Mavis toothpaste is for tourists, and bicarbonato di sodio is for the brave.
A long time ago, I read about a woman in Northeast Ohio who had something like ten Golden Retrievers. She was doing a booming business renting them out - not for photo shoots, or to people who wanted dog therapy, but to home owners who wanted it to seem that their new wood floors were older and better-used than they actually were. This woman would move into a house for a few days, or a week, and have the dogs run around on the floors, their paws scuffing the boards; at the end, she would vacuum up the hair and mop the wood, and the floors would have the scratches and markings that made them feel lived-in, loved, used.
I think of those dogs whenever I see Marvis toothpaste. I first saw it in a TJ MAXX or a Marshall’s in Cleveland, and the label looked like it had been created by a graphic designer who had been told: make the brand look older and more established than it really is. Perhaps they wanted it to appeal to people who rented dogs for a week to run around their homes, or bought faux-distressed particle-board furniture and pre-torn jeans.
But I shouldl judge not.
Objectively: the website for Marvis only dates it to 1997, and there are no dependable histories available online. One must assume that, despite their attempts at an origin story, it is younger than Taylor Swift, and that their shady foundational myth is an acknowledgment of their missing provenance in the face of other brands.
But.
If you want an Italian toothpaste with history, accidentally stumble upon Pasta del Capitano, which is actually the oldest toothpaste brand in Italy. When my tube ran out in Pisa, I had to get an emergency tube of some other brand at a pharmacy; it didn’t have baking soda in it, and after a few days my teeth started to get that fuzzy feeling, like baby stalagmites and stalagtites were building up on them. I was running my tongue along the ridges one morning wondering what to do. I didn’t want to waste the tube I had bought, though, and after a few seconds I thought: what if I just got baking soda, then dipped my toothbrush in it?
So I went to the Conad grocery store near Ponte Vecchio. It was fairly well-organized; it seems that thought is put into every step of the Italian food journey. I went in, past the fresh produce, through the cheese, past the butcher, and landed in the dairy aisle. I went up and down each aisle until I found the baking section with flower, sugar, food dyes, etc. Five minutes of scanning didn’t turn up anything. I went through the rest of the store, then, and doubled back on myself; they didn’t have baking soda or powder anywhere.
I loaded up Google Translate, and found a woman stocking juice.
“Mex-cue-zay,” I said. “Bicarbonato di sodia?”
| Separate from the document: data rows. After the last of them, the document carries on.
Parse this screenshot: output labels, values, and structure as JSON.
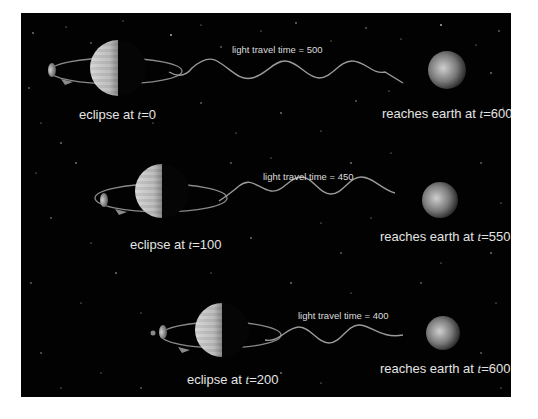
{
  "rows": [
    {
      "light_travel_label": "light travel time = 500",
      "eclipse_prefix": "eclipse at ",
      "eclipse_var": "t",
      "eclipse_value": "=0",
      "reach_prefix": "reaches earth at ",
      "reach_var": "t",
      "reach_value": "=600"
    },
    {
      "light_travel_label": "light travel time = 450",
      "eclipse_prefix": "eclipse at ",
      "eclipse_var": "t",
      "eclipse_value": "=100",
      "reach_prefix": "reaches earth at ",
      "reach_var": "t",
      "reach_value": "=550"
    },
    {
      "light_travel_label": "light travel time = 400",
      "eclipse_prefix": "eclipse at ",
      "eclipse_var": "t",
      "eclipse_value": "=200",
      "reach_prefix": "reaches earth at ",
      "reach_var": "t",
      "reach_value": "=600"
    }
  ],
  "colors": {
    "background": "#020202",
    "text": "#e4e4e4",
    "wave": "#9a9a9a",
    "orbit": "#8a8a8a"
  }
}
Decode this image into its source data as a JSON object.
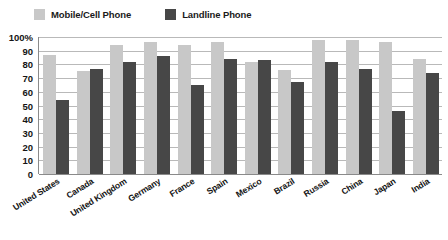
{
  "chart_data": {
    "type": "bar",
    "title": "",
    "subtitle": "",
    "xlabel": "",
    "ylabel": "",
    "ylim": [
      0,
      100
    ],
    "ytick_labels": [
      "100%",
      "90",
      "80",
      "70",
      "60",
      "50",
      "40",
      "30",
      "20",
      "10",
      "0"
    ],
    "ytick_values": [
      100,
      90,
      80,
      70,
      60,
      50,
      40,
      30,
      20,
      10,
      0
    ],
    "grid": true,
    "legend_position": "top-left",
    "categories": [
      "United States",
      "Canada",
      "United Kingdom",
      "Germany",
      "France",
      "Spain",
      "Mexico",
      "Brazil",
      "Russia",
      "China",
      "Japan",
      "India"
    ],
    "series": [
      {
        "name": "Mobile/Cell Phone",
        "color": "#c8c8c8",
        "values": [
          87,
          75,
          94,
          96,
          94,
          96,
          82,
          76,
          98,
          98,
          96,
          84
        ]
      },
      {
        "name": "Landline Phone",
        "color": "#474747",
        "values": [
          54,
          77,
          82,
          86,
          65,
          84,
          83,
          67,
          82,
          77,
          46,
          74
        ]
      }
    ]
  },
  "legend": {
    "items": [
      {
        "label": "Mobile/Cell Phone",
        "color": "#c8c8c8",
        "swatch_name": "legend-swatch-mobile"
      },
      {
        "label": "Landline Phone",
        "color": "#474747",
        "swatch_name": "legend-swatch-landline"
      }
    ]
  }
}
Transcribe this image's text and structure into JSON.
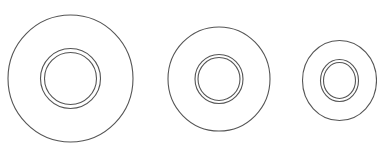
{
  "diagram": {
    "width": 377,
    "height": 151,
    "background": "#ffffff",
    "stroke_color": "#555555",
    "figures": [
      {
        "name": "washer-large",
        "cx": 70.5,
        "cy": 78.5,
        "outer": {
          "rx": 62.5,
          "ry": 63.5
        },
        "inner_outer": {
          "rx": 30,
          "ry": 30
        },
        "inner_inner": {
          "rx": 26,
          "ry": 26
        }
      },
      {
        "name": "washer-medium",
        "cx": 219,
        "cy": 79,
        "outer": {
          "rx": 51,
          "ry": 52
        },
        "inner_outer": {
          "rx": 24,
          "ry": 24.5
        },
        "inner_inner": {
          "rx": 21,
          "ry": 21.5
        }
      },
      {
        "name": "washer-small",
        "cx": 339.5,
        "cy": 80.5,
        "outer": {
          "rx": 37,
          "ry": 40
        },
        "inner_outer": {
          "rx": 19,
          "ry": 21
        },
        "inner_inner": {
          "rx": 16,
          "ry": 18
        }
      }
    ]
  }
}
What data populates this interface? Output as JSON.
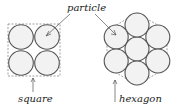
{
  "diagram": {
    "title": "",
    "labels": {
      "particle": "particle",
      "square": "square",
      "hexagon": "hexagon"
    },
    "arrangements": [
      {
        "name": "square",
        "particle_count": 4,
        "boundary_shape": "square",
        "boundary_style": "dashed"
      },
      {
        "name": "hexagon",
        "particle_count": 7,
        "boundary_shape": "hexagon",
        "boundary_style": "dashed"
      }
    ],
    "colors": {
      "particle_fill": "#f2f2f2",
      "particle_stroke": "#555555",
      "boundary": "#777777",
      "text": "#222222"
    }
  }
}
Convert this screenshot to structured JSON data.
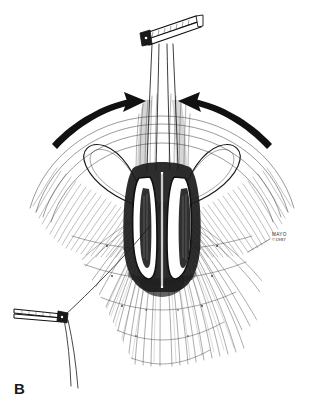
{
  "figure": {
    "panel_label": "B",
    "domain": "medical-surgical-illustration",
    "technique": "pen-and-ink line drawing with hatching",
    "background_color": "#ffffff",
    "ink_color": "#1a1a1a",
    "width": 324,
    "height": 411
  },
  "credit": {
    "name": "MAYO",
    "copyright": "©1987"
  },
  "scene": {
    "title": "Surgical field with tissue approximation",
    "description": "Anatomic surgical site shown from above with a central vertical slit-like opening flanked by two elongated oval tissue edges, radiating fascial fibers fanning outward, retraction sutures held by hemostatic clamps, and paired curved arrows indicating approximation of the tissue edges toward the midline."
  },
  "elements": {
    "top_clamp": {
      "name": "Hemostat clamp (upper)",
      "label": "upper-forceps",
      "orientation": "angled upward to the right",
      "holds": "vertical suture strands"
    },
    "left_clamp": {
      "name": "Hemostat clamp (lower left)",
      "label": "lower-left-forceps",
      "orientation": "horizontal at left margin",
      "holds": "traction suture strands"
    },
    "suture_strands_vertical": {
      "name": "Vertical suture strands",
      "count": 4,
      "description": "Parallel strands running from the clamp down into the central opening"
    },
    "suture_loops": {
      "name": "Lateral suture loops",
      "count": 2,
      "description": "Large symmetric teardrop loops of suture extending laterally left and right from the central structure"
    },
    "central_structure": {
      "name": "Central tissue edges",
      "description": "Two elongated white oval tissue edges outlined in heavy ink, separated by a midline slit"
    },
    "arrows": [
      {
        "name": "left-approximation-arrow",
        "direction": "pointing right toward midline",
        "meaning": "tissue drawn medially"
      },
      {
        "name": "right-approximation-arrow",
        "direction": "pointing left toward midline",
        "meaning": "tissue drawn medially"
      }
    ],
    "fascial_fibers": {
      "name": "Radiating fascial/muscle fibers",
      "description": "Dense fan of fine hatched lines converging toward the midline from the surrounding tissue dome"
    },
    "tissue_dome": {
      "name": "Surrounding tissue surface",
      "description": "Broad arcing contour lines forming a dome that frames the operative field"
    }
  }
}
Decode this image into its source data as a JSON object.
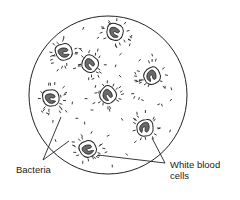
{
  "diagram": {
    "title": "",
    "field_of_view": {
      "cx": 108,
      "cy": 95,
      "r": 79,
      "stroke": "#222222"
    },
    "labels": {
      "bacteria": "Bacteria",
      "white_blood_cells_line1": "White blood",
      "white_blood_cells_line2": "cells"
    },
    "colors": {
      "ink": "#222222",
      "nucleus_fill": "#6b6b6b",
      "background": "#ffffff"
    },
    "white_blood_cells": [
      {
        "x": 115,
        "y": 32,
        "rot": 10
      },
      {
        "x": 64,
        "y": 52,
        "rot": -20
      },
      {
        "x": 90,
        "y": 64,
        "rot": 30
      },
      {
        "x": 152,
        "y": 76,
        "rot": 60
      },
      {
        "x": 108,
        "y": 95,
        "rot": 40
      },
      {
        "x": 51,
        "y": 98,
        "rot": -10
      },
      {
        "x": 145,
        "y": 128,
        "rot": 80
      },
      {
        "x": 88,
        "y": 149,
        "rot": -30
      }
    ],
    "leader_lines": {
      "bacteria": [
        {
          "x1": 43,
          "y1": 160,
          "x2": 61,
          "y2": 117
        },
        {
          "x1": 43,
          "y1": 160,
          "x2": 69,
          "y2": 141
        }
      ],
      "white_blood_cells": [
        {
          "x1": 165,
          "y1": 163,
          "x2": 98,
          "y2": 155
        },
        {
          "x1": 165,
          "y1": 163,
          "x2": 152,
          "y2": 138
        }
      ]
    }
  }
}
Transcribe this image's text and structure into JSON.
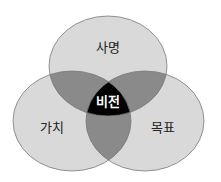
{
  "diagram": {
    "type": "venn",
    "sets": [
      {
        "id": "mission",
        "label": "사명",
        "cx": 108,
        "cy": 66,
        "rx": 59,
        "ry": 50
      },
      {
        "id": "value",
        "label": "가치",
        "cx": 72,
        "cy": 121,
        "rx": 59,
        "ry": 50
      },
      {
        "id": "goal",
        "label": "목표",
        "cx": 145,
        "cy": 121,
        "rx": 59,
        "ry": 50
      }
    ],
    "center": {
      "label": "비전"
    },
    "colors": {
      "single": "#d9d9d9",
      "pair": "#8a8a8a",
      "triple": "#000000",
      "stroke": "#7a7a7a",
      "center_text": "#ffffff",
      "label_text": "#222222"
    }
  }
}
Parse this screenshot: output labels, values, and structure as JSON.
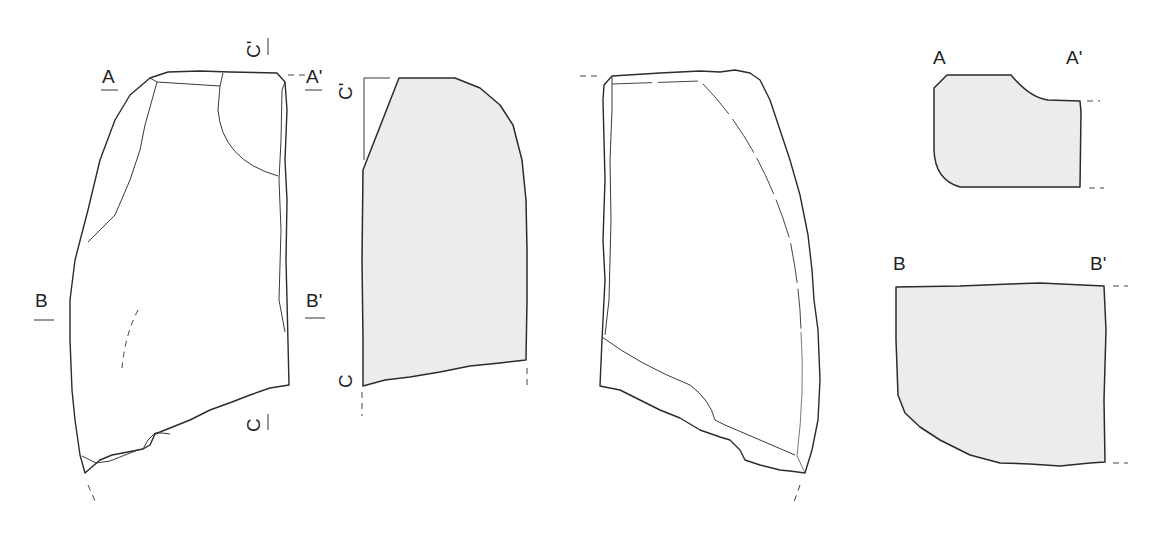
{
  "figure": {
    "type": "lithic artifact technical drawing",
    "fill_color": "#ececec",
    "line_color": "#2b2b2b",
    "views": [
      {
        "name": "dorsal-view",
        "labels": {
          "left_top": "A",
          "right_top": "A'",
          "left_mid": "B",
          "right_mid": "B'",
          "top_section": "C'",
          "bottom_section": "C"
        }
      },
      {
        "name": "profile-section-c",
        "labels": {
          "top": "C'",
          "bottom": "C"
        }
      },
      {
        "name": "ventral-view"
      },
      {
        "name": "section-a",
        "labels": {
          "left": "A",
          "right": "A'"
        }
      },
      {
        "name": "section-b",
        "labels": {
          "left": "B",
          "right": "B'"
        }
      }
    ]
  },
  "labels": {
    "a": "A",
    "a_prime": "A'",
    "b": "B",
    "b_prime": "B'",
    "c": "C",
    "c_prime": "C'",
    "sec_a_left": "A",
    "sec_a_right": "A'",
    "sec_b_left": "B",
    "sec_b_right": "B'"
  }
}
She stood up and, haltingly, pointed and said, “You checkouts ask.” I thanked her and walked with my basket to the line, confused. What about baking soda required that they be behind the checkouts? What were kids using it for? Is it because it’s a white powder? Are they cutting it into speed, or packing it into bullet casings?
And, when I got to the front of the line, I got rushed, and nervous. The woman rang me up, but spent the whole time complaining to her workmate about something - one of those conversations where two people were sharing an emotional moment, and it was clear that, besides paying, any further interaction with me was extremely unwelcome.
And the next few visits were no better. I forgot, I was rushed, the line was long and I didn’t want to take up more of their time - any number of things got in the way of me actually asking for the precious, regulated baking soda to stop the layers of minerals making my teeth grow. Once, I thought: surely I don’t need to ask at the checkouts - maybe the woman who I spoke to at first misunderstood me, and was telling me that the people at the checkouts spoke better English than she did? So I asked a man, and he, too, said that I should ask at the checkouts.
Then, finally, I decided to not wait anymore. My teeth were too fuzzy.
I got to the checkouts, prepared to ask not only where it was but why it was a controlled substance. When I got to the counter, I asked, and the woman…
Pointed to the top of a shelf behind me.
It turned out that it was on a high shelf near the checkouts, next to little yellow grenades of concentrated lemon juice; nothing about it was controlled. I grabbed a kilogram box, which cost something like €.80, and she rang me up. I didn’t have to show a prescription or my passport. My self-consciousness about buying baking soda was completely absurd.
I used it for the rest of the trip, until, finally, I found a sale on Pasta del Capitano at a pharmacy in Palermo. I bought something like eight tubes to take back with me as souvenirs so that, for a while at least, I wouldn’t have to ask anyone about baking soda.
(I never saw Marvis anywhere but the tourist pharmacies in Florence, where I assume they sell boatloads of it. It seems that it is not actually very popular in Italy but is, instead, an “Italian” brand popular in other countries - a bit like Altoids (which are sold as a British mint in America, but are only made in Chattanooga, Tennessee), or Foster’s “Australian” Beer (which seems to now be made everywhere but Australia), or Aussie Hair Care products (care to guess?). What does that say about the the seemingly human desire for foreign provenance? Maybe it’s that the grass is always greener on the other side of the fence, and the cosmetics, mints, and beer are always better on the other side of the border.)